Not that it had to come to this. Bergland was one of five seniors on the Vandals roster this year, but before the season coaches Wayne Phipps and Yogi Teevens gave them all the option of redshirting.

With what appears to be a strong recruiting class coming in next fall, the thought was to hold back the veterans with an eye toward making a run at the WAC title in 2010 – a tactic the Vandals have employed to some success before. So all the seniors are sitting out – except Bergland.

“I’m ready to be done with school,” she said. “It’s time to move on with my life and start a new chapter.”

Bergland came to Idaho from Edmonton, Alberta, four years ago in something of a package deal with another hurdler, Christie Gordon. They had known each other since the 10th grade, attending the same high school and running for the same club program. Since then, they have trained together and run against each other “in hundreds of races – pretty much every weekend,” Bergland said. At Idaho alone, they have faced each other in more than 60 races – Bergland usually getting the best of it indoors in the shorter sprint hurdles, Gordon dominating outdoors.

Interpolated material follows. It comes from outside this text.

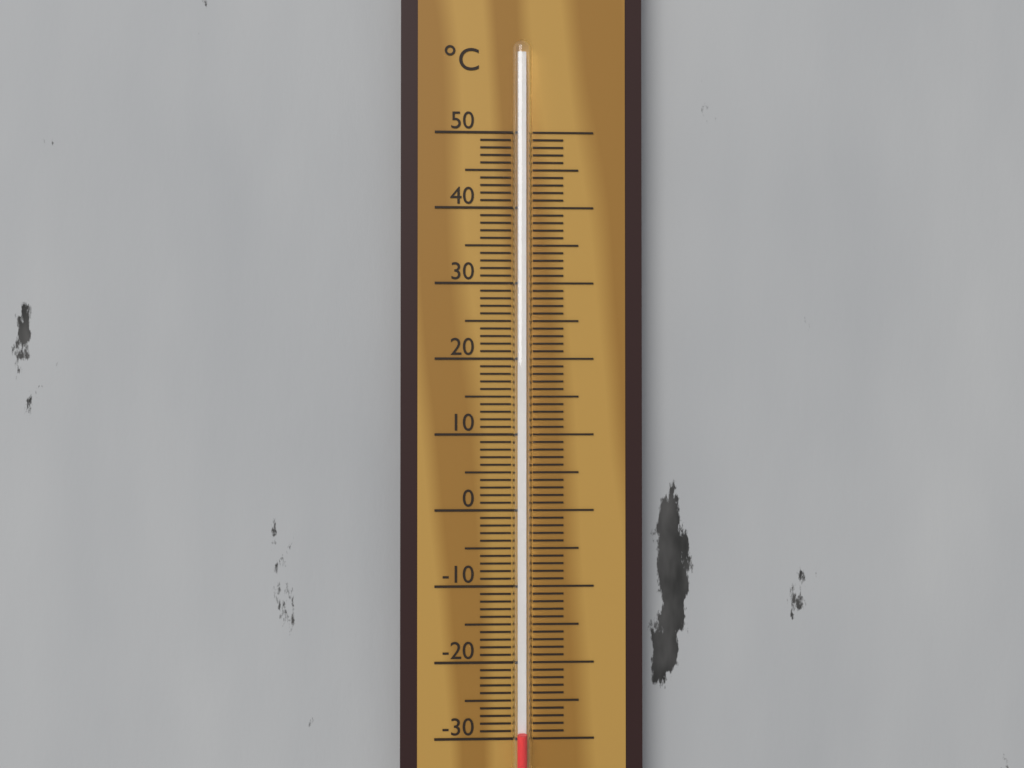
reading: -29 °C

“Competing against your best friend is always going to be difficult,” she said, “but nothing is going to get in the way of us being friends.”

Even if Gordon is sticking around one more year.

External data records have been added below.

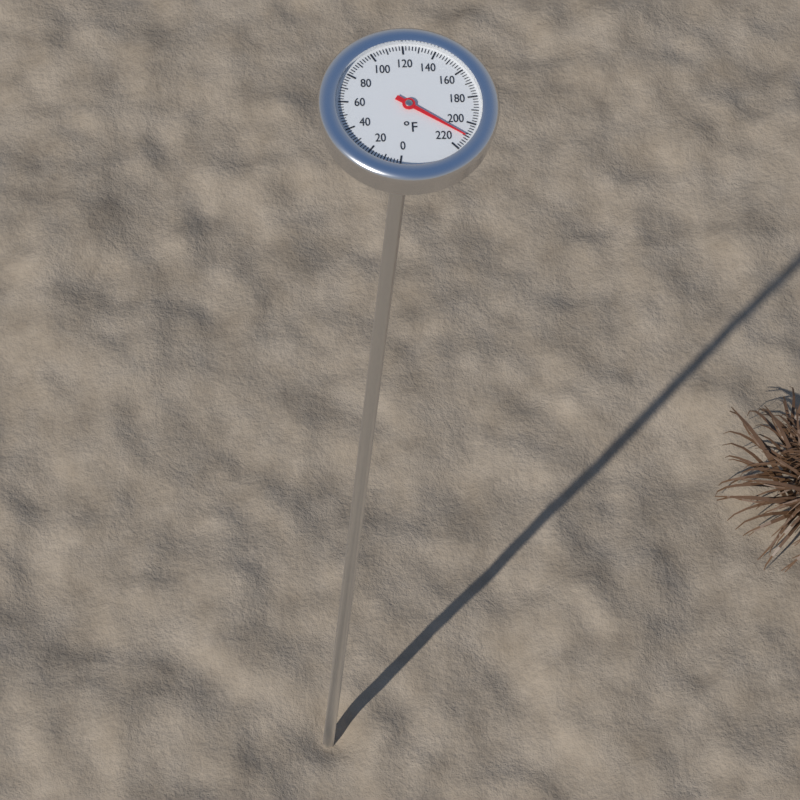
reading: 210 °F
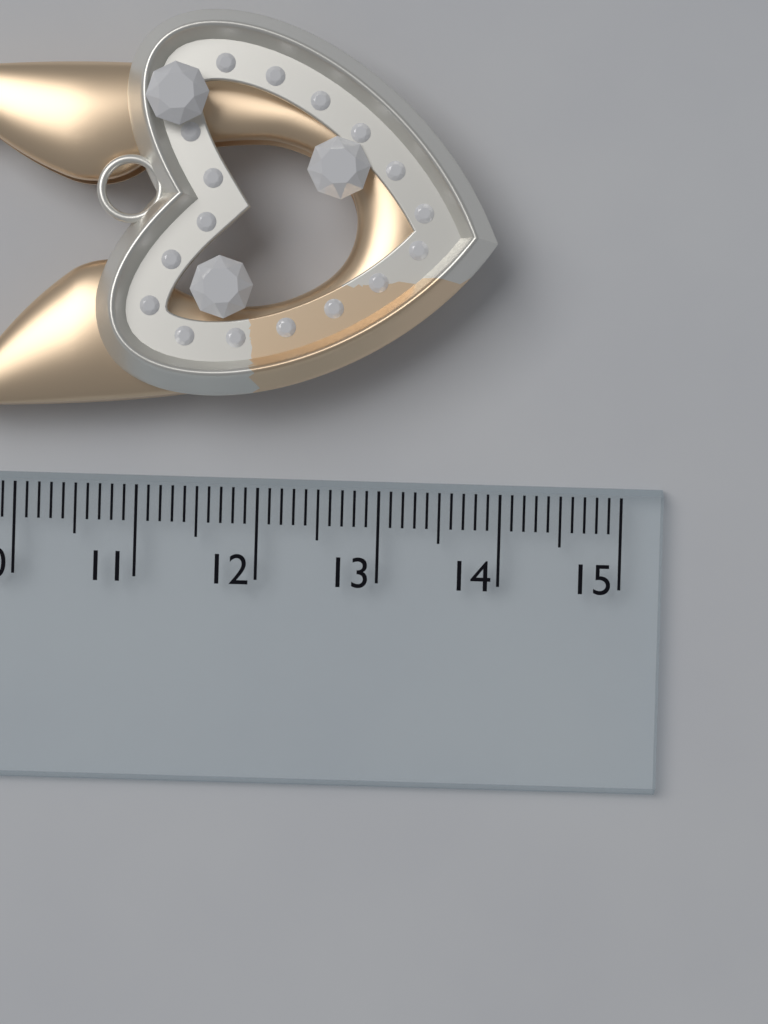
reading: 13.9 cm
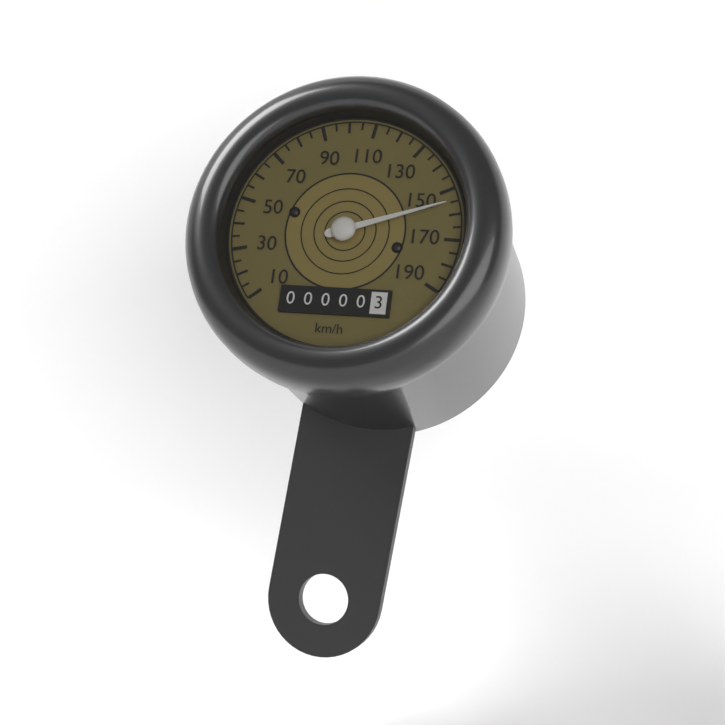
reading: 155 km/h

“It sucks in a way,” Bergland said. “I knew that by not redshirting I’d miss the opportunity to win a championship. But it was my choice.”

Exit Eggart

It only took 30 years, but Jeanne Eggart – you may know her as Jeanne Helfer for some success she had as a basketball coach – is out of the track and field record book at Washington State. Cougars sophomore Marissa Tschida took care of that last weekend at the WSU-Washington dual meet, launching the javelin 181 feet, 8 inches – the No. 3 collegiate mark of the year.

That bettered the 178-3 Eggart threw in 1979 with the old women’s javelin, which looked like it might hold up forever when the implement was altered in 1999 to curtail its flight. But Tschida, a sophomore from Missoula, has increased her lifetime best by 20 feet over the past two weeks.

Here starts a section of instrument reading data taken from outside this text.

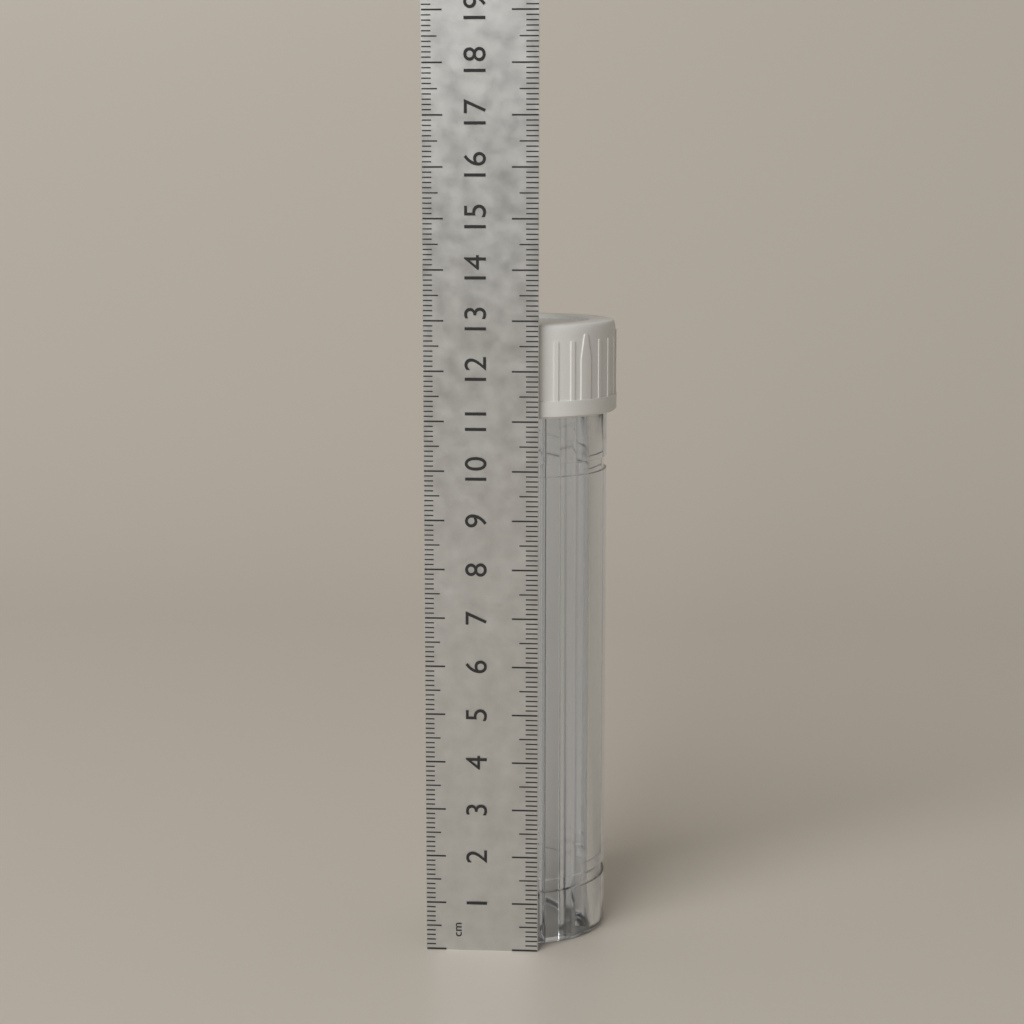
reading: 12.9 cm
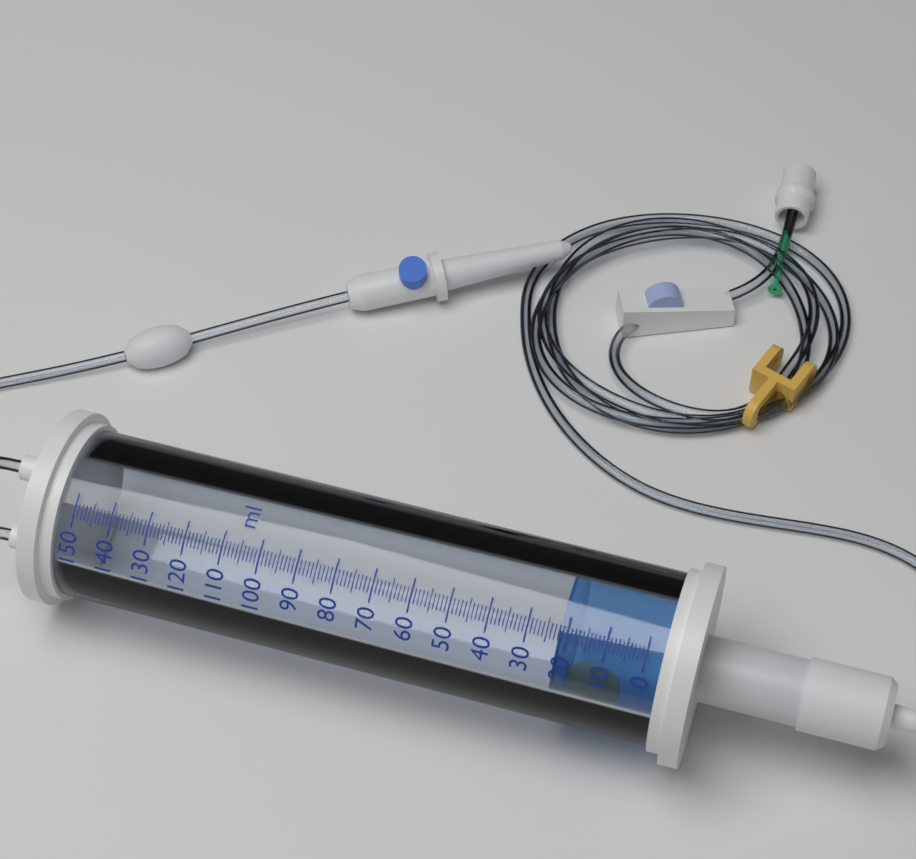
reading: 22 ml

Tschida won’t get Eggart’s other record – she’s still WSU’s all-time scoring leader in women’s basketball, by a mere 441 points.

Bell lap

When Marzell Jenkins of the Community Colleges of Spokane nipped Eastern Washington’s Brad Wall in the 400 meters at Friday’s Pelluer Invitational (48.22 seconds to 48.26), it reversed the finish of last year’s State 4A high school final. … Though they lost the women’s meet for the first time in 12 years, it’s hard to fault the way Washington State competed against the Huskies. Coach Rick Sloan took 64 athletes to Seattle; 28 produced lifetime bests, and 18 more season bests. Senior Lorraine King skipped the intermediate hurdles and instead ran her first sub-55 second 400 (54.27) and slashed more than 2 seconds off her 200 best (23.82). … Whitworth’s Emmanuel Bofa took his school record in the 800 down to 1:49.93 in the Pelluer, the year’s No. 3 NCAA Division III time for the defending national champ. … They grow them here and send them elsewhere to run the steeplechase: BYU’s Rich Nelson (Shadle Park), Portland’s Justin Houck (Ferris) and Boise State’s Breanna Sande (Lake City) have qualified for the NCAA West Regional in the 3,000-meter race.